Collected data:
'''
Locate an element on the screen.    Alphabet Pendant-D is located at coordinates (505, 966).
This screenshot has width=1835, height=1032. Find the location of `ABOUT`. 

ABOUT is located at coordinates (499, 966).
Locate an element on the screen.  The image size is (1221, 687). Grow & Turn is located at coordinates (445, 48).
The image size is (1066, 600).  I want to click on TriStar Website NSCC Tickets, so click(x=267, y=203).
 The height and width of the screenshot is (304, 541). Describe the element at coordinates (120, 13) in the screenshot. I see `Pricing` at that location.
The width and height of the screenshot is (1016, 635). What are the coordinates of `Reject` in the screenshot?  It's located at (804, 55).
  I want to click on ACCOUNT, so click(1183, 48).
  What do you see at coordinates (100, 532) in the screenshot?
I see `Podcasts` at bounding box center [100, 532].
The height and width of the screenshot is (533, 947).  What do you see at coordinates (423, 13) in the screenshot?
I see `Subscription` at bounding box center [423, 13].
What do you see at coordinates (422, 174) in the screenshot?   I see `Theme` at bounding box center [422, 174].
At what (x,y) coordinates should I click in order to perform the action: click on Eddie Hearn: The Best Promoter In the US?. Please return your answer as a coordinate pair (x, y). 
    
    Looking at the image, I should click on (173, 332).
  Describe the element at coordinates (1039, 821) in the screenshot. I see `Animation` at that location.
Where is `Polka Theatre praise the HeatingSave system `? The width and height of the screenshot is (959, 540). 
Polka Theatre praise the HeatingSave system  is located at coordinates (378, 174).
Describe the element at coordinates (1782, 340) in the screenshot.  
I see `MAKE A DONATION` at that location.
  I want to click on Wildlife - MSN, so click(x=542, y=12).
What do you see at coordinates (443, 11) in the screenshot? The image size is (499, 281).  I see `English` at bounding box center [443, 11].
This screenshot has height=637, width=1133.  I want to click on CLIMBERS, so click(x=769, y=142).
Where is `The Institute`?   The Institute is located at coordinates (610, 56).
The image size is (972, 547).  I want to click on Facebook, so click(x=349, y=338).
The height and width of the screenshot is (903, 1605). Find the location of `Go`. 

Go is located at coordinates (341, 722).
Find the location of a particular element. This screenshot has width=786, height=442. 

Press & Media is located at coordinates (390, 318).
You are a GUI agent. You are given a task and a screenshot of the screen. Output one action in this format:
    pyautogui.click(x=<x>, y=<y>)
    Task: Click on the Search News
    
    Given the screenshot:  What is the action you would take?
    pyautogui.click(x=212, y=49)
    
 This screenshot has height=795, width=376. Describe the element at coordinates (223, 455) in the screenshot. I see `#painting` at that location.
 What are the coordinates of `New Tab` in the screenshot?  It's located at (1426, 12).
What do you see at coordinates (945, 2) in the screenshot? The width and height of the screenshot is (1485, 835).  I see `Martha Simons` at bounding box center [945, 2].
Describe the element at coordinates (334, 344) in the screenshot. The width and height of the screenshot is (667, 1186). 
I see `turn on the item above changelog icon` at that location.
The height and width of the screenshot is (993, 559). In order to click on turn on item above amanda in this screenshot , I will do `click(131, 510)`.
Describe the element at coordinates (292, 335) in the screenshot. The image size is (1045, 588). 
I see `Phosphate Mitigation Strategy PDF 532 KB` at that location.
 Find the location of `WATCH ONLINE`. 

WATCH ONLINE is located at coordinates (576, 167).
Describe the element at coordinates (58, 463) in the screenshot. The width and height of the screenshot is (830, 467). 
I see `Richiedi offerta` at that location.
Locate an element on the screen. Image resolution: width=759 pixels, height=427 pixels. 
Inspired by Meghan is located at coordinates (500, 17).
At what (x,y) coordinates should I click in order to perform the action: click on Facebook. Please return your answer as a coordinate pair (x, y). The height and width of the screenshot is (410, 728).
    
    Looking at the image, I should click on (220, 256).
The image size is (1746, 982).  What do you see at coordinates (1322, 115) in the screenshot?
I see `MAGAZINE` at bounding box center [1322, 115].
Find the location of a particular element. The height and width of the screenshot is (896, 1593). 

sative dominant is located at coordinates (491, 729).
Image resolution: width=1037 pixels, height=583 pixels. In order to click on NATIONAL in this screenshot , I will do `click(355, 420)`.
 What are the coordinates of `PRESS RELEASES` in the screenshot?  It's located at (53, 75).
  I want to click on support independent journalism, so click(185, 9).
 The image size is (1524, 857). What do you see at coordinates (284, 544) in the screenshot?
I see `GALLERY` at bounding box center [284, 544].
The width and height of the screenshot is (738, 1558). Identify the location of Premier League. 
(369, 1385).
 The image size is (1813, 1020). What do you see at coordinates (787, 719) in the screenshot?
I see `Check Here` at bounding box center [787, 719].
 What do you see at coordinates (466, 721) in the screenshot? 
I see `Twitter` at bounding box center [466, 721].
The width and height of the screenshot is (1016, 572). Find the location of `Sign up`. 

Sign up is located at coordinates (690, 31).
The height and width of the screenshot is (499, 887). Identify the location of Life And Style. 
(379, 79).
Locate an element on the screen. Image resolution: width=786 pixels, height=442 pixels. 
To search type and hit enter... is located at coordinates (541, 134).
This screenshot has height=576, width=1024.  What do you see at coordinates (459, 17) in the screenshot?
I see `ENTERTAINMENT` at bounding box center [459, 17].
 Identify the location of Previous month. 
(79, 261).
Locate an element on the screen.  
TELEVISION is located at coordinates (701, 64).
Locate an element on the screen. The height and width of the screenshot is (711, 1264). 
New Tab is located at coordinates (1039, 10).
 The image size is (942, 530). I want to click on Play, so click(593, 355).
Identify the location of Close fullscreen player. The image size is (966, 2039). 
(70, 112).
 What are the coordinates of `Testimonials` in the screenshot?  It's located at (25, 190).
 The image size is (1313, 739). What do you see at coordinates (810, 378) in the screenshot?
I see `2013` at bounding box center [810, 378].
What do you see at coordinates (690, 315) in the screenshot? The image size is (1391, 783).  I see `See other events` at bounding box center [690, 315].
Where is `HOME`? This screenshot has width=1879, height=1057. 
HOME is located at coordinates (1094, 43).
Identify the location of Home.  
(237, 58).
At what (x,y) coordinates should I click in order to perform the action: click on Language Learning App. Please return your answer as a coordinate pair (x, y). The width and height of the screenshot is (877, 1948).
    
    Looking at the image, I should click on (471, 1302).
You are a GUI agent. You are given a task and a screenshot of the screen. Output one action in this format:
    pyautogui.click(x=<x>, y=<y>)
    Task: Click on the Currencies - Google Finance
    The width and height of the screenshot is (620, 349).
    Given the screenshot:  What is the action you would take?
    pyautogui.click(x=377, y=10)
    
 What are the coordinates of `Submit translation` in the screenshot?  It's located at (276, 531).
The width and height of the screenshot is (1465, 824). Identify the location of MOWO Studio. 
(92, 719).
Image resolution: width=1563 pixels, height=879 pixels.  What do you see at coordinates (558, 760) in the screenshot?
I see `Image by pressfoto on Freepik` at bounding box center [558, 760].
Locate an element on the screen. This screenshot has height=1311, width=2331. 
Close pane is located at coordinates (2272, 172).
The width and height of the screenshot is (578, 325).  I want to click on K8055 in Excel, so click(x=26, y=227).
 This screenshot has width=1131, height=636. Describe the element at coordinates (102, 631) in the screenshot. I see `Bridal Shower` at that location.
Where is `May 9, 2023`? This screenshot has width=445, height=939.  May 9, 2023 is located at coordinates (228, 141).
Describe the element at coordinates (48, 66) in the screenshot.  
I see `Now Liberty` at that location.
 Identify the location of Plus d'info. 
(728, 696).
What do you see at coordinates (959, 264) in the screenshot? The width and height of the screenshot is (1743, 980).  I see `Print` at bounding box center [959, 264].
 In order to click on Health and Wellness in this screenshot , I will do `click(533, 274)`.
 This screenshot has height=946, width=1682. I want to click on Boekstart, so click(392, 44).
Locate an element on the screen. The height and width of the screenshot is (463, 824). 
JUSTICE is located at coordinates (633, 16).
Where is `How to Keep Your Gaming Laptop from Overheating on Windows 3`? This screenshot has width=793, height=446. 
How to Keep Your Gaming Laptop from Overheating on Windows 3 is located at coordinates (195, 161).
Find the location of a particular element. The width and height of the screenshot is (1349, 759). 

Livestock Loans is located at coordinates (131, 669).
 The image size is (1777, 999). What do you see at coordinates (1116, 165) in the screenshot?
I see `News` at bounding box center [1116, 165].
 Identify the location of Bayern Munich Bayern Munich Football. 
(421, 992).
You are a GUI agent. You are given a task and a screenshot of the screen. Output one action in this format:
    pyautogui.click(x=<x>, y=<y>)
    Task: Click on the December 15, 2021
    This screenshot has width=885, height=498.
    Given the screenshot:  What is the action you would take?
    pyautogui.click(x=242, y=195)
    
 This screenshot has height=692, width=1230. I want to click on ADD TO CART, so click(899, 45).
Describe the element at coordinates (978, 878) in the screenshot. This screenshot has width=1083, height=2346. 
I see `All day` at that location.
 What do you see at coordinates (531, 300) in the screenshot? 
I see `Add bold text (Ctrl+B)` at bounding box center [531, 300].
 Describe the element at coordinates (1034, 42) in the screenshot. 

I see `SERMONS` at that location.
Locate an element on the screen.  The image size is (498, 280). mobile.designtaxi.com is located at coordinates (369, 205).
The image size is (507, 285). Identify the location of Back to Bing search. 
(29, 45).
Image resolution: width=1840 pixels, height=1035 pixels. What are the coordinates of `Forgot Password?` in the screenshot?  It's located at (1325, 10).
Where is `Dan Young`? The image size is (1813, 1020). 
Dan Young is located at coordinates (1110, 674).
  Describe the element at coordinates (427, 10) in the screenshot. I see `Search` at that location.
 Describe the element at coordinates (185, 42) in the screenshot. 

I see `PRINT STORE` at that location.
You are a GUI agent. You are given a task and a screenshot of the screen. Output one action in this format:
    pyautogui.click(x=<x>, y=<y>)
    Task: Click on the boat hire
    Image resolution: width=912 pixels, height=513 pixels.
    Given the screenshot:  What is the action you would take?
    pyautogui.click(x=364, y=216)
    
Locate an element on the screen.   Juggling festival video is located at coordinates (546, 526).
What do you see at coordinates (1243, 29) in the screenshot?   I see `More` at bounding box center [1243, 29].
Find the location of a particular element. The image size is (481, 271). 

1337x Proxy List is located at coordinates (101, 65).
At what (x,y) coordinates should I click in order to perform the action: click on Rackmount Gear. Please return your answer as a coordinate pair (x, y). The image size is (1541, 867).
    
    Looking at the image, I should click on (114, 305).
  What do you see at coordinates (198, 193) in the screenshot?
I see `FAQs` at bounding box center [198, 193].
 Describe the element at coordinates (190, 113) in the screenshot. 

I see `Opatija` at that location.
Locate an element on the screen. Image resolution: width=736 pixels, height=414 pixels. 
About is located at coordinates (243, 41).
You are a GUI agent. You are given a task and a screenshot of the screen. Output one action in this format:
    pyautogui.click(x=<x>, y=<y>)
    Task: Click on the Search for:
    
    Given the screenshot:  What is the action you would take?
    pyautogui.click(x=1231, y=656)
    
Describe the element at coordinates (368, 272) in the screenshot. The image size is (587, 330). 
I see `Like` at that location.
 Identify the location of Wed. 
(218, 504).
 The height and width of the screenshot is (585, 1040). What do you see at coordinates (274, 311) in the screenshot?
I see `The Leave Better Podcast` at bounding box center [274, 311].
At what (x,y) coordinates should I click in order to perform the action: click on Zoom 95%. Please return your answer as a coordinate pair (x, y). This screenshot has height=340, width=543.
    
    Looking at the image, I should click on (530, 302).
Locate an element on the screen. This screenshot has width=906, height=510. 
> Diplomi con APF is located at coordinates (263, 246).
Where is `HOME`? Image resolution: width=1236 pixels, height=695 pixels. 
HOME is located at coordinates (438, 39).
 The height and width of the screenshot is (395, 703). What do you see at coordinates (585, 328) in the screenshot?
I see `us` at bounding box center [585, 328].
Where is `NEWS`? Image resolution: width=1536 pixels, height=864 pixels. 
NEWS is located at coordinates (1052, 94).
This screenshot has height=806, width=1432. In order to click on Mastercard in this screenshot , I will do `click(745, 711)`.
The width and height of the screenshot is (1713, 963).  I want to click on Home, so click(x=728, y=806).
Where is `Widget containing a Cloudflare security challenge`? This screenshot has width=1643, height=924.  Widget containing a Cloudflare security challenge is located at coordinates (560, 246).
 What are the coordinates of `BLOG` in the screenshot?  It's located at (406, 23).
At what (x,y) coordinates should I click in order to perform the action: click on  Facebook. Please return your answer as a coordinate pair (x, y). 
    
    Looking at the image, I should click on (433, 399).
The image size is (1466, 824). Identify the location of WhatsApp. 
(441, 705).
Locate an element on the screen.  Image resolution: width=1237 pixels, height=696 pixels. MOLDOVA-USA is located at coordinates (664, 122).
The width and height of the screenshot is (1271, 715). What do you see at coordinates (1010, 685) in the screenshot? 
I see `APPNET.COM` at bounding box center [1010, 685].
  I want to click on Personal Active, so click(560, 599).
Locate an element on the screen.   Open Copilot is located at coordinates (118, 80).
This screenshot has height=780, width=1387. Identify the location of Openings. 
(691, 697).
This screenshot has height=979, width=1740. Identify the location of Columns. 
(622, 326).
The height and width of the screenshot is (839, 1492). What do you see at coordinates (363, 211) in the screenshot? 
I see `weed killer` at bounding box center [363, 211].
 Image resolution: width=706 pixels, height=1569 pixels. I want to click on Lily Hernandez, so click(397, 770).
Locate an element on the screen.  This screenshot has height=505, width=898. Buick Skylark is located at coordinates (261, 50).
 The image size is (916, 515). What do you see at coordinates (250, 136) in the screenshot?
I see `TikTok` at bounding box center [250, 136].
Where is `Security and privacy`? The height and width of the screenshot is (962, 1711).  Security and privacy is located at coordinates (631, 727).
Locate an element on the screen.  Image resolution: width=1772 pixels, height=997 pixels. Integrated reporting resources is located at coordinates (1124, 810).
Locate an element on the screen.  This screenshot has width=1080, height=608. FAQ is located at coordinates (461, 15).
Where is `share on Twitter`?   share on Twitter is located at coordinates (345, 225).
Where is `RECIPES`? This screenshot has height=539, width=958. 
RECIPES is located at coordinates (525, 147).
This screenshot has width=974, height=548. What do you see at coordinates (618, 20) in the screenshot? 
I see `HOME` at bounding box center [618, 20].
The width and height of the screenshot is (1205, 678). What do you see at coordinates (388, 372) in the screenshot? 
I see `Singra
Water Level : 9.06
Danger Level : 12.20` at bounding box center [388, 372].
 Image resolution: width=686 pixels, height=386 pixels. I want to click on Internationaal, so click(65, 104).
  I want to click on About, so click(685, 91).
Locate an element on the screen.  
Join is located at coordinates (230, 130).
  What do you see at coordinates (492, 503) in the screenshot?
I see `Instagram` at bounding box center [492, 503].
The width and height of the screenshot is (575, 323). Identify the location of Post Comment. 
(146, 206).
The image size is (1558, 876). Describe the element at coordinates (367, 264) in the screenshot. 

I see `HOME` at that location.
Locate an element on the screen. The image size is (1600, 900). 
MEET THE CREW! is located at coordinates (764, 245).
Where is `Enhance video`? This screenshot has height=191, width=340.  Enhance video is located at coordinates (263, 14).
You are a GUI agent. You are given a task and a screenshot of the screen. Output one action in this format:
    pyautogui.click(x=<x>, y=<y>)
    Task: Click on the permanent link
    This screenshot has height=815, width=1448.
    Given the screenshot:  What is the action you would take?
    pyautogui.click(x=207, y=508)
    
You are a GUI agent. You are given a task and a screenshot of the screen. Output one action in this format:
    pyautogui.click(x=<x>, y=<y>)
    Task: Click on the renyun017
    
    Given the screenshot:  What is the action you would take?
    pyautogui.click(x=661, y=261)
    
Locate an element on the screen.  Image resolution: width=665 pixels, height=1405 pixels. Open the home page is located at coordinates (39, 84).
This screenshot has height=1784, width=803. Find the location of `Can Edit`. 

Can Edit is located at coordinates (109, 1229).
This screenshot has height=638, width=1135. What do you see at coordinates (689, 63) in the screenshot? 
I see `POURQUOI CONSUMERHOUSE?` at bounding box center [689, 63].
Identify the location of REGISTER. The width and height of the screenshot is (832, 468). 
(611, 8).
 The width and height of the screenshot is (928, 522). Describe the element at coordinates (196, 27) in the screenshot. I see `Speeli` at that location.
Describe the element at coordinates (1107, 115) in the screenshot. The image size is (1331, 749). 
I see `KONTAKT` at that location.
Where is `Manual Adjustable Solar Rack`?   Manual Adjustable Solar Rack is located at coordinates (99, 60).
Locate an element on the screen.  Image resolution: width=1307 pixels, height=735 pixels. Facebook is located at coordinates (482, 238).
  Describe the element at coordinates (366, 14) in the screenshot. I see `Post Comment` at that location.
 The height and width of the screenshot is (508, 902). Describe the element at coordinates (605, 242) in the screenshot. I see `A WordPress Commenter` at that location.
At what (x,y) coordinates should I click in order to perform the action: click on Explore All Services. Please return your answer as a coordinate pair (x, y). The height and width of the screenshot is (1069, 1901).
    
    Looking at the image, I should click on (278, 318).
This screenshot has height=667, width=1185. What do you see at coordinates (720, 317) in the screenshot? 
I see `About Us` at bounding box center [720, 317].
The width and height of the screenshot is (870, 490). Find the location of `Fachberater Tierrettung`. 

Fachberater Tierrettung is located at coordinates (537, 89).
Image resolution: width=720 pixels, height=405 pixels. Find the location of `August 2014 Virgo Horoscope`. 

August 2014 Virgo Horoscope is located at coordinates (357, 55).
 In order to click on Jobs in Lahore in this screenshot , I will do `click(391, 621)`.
'''
Prompt | Without changing anything, quote the lines from the top of the data to the line that contains "The image size is (972, 547).", including that line.

Output |
Locate an element on the screen.    Alphabet Pendant-D is located at coordinates (505, 966).
This screenshot has width=1835, height=1032. Find the location of `ABOUT`. 

ABOUT is located at coordinates (499, 966).
Locate an element on the screen.  The image size is (1221, 687). Grow & Turn is located at coordinates (445, 48).
The image size is (1066, 600).  I want to click on TriStar Website NSCC Tickets, so click(x=267, y=203).
 The height and width of the screenshot is (304, 541). Describe the element at coordinates (120, 13) in the screenshot. I see `Pricing` at that location.
The width and height of the screenshot is (1016, 635). What are the coordinates of `Reject` in the screenshot?  It's located at (804, 55).
  I want to click on ACCOUNT, so click(1183, 48).
  What do you see at coordinates (100, 532) in the screenshot?
I see `Podcasts` at bounding box center [100, 532].
The height and width of the screenshot is (533, 947).  What do you see at coordinates (423, 13) in the screenshot?
I see `Subscription` at bounding box center [423, 13].
What do you see at coordinates (422, 174) in the screenshot?   I see `Theme` at bounding box center [422, 174].
At what (x,y) coordinates should I click in order to perform the action: click on Eddie Hearn: The Best Promoter In the US?. Please return your answer as a coordinate pair (x, y). 
    
    Looking at the image, I should click on (173, 332).
  Describe the element at coordinates (1039, 821) in the screenshot. I see `Animation` at that location.
Where is `Polka Theatre praise the HeatingSave system `? The width and height of the screenshot is (959, 540). 
Polka Theatre praise the HeatingSave system  is located at coordinates (378, 174).
Describe the element at coordinates (1782, 340) in the screenshot.  
I see `MAKE A DONATION` at that location.
  I want to click on Wildlife - MSN, so click(x=542, y=12).
What do you see at coordinates (443, 11) in the screenshot? The image size is (499, 281).  I see `English` at bounding box center [443, 11].
This screenshot has height=637, width=1133.  I want to click on CLIMBERS, so click(x=769, y=142).
Where is `The Institute`?   The Institute is located at coordinates (610, 56).
The image size is (972, 547).  I want to click on Facebook, so click(x=349, y=338).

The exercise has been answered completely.